The mile-high city now can really be “mile high” – or can it?
Just a few days ago Denver voters approved a change in city law making consumption and possession of marijuana, in amounts up to one ounce, legal.
Of course this does not change
state or
federal law, which makes for an interesting confluence of situations when it comes to these matters.
But it does underline that attitudes are changing about this issue, and, frankly, it’s about damn time.
We spend, on average, $50 billion a year on direct drug war costs. We arrest about 1.6 million people annually for drug offenses, and imprison over 10,000.
And this ignores property crimes driven by the high price of illicit drugs, and violence caused by “turf disputes” and gang warfare – all fueled by drug money.
We tried prohibiting recreational substance use by the population in this nation once. It was called Prohibition, and it spawned organized crime gangs that continue to this day. When prohibition was repealed, the gangs shifted over to the “new” prohibition – the drugs that were left illegal and continued to be made illegal in the years to come.
When was the last time you heard of someone being shot over a bottle of whiskey? Not over some dispute by a couple of drunks – but over the booze itself? Yet every day you can find someone killed over a drug dispute in our major cities, and the sad part is that stoned people don’t shoot very straight, so often it is an innocent, uninvolved bystander who gets killed in the crossfire.
We’ve been at this for close to 100 years, and have we stopped the drugs? No. All we’ve done is increase the number of violent offenders, radically increase the amount of property crime in the nation, and incarcerate hundreds of thousands of people for participating in a consensual adult transaction. And we’ve killed – literally – thousands who have contacted HIV and Hepatitis through IV drug abuse due to reusing syringes, because we consider this material “contraband” rather than a matter of public health.
There is a public debate that needs to be held on the wisdom if spending tens of billions of dollars on a failed policy, not to mention the underground economy that pays no taxes and yet consumes a significant part of our public services budget and the enormous cost in death and disease.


All lines holding the word "Distribution" are to be copied from the records beneath.

**Listed entries**
----

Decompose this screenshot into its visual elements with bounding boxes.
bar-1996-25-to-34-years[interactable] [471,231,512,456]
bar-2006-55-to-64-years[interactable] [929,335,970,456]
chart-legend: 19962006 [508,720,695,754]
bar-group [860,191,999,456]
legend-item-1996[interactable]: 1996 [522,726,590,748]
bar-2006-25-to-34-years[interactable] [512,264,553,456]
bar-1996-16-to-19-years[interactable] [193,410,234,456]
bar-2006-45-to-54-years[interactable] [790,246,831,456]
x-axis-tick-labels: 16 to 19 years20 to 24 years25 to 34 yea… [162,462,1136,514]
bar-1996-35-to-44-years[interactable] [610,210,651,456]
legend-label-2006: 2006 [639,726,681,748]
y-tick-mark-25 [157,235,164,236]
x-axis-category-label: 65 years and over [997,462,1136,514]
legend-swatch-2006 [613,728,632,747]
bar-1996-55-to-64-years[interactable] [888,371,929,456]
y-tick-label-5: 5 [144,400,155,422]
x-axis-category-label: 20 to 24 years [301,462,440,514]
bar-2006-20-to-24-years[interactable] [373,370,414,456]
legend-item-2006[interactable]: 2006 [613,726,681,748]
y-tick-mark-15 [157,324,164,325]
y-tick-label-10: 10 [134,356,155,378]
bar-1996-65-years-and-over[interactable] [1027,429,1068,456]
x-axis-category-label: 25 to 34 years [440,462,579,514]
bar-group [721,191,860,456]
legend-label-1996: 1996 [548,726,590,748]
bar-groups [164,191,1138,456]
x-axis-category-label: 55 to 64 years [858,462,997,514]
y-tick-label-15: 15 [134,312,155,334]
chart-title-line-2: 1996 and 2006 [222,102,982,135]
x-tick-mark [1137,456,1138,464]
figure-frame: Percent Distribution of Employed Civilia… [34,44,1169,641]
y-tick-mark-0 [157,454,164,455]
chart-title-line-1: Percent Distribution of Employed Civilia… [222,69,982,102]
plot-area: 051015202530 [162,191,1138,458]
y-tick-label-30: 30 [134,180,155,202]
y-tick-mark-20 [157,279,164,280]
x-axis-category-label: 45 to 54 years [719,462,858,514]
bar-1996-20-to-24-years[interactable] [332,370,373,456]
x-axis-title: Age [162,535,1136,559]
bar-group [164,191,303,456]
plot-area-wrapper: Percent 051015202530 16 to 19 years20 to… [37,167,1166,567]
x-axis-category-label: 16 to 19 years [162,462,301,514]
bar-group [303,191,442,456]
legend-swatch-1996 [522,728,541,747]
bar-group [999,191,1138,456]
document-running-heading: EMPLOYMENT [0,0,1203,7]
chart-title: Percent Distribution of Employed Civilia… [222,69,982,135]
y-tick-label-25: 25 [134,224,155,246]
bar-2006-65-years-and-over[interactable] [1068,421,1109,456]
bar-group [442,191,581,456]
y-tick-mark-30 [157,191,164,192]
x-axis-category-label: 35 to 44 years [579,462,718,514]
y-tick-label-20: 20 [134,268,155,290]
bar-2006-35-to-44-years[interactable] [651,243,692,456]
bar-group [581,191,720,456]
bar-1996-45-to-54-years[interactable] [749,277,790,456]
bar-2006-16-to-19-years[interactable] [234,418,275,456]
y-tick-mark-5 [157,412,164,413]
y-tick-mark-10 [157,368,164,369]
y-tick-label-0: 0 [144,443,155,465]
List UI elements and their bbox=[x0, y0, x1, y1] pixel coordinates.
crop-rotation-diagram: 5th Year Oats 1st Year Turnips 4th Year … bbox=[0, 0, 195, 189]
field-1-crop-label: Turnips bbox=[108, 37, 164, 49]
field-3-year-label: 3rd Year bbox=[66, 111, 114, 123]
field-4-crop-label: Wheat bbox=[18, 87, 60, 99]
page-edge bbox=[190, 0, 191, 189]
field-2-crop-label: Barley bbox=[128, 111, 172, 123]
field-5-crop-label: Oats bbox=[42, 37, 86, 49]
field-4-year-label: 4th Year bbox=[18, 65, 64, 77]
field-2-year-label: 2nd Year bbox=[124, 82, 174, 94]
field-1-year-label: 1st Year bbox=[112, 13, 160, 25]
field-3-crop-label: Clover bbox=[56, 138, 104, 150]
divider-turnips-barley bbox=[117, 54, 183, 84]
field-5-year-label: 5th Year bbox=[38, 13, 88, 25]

----

**Result for this task**
figure-frame: Percent Distribution of Employed Civilia… [34,44,1169,641]
chart-title-line-1: Percent Distribution of Employed Civilia… [222,69,982,102]
chart-title: Percent Distribution of Employed Civilia… [222,69,982,135]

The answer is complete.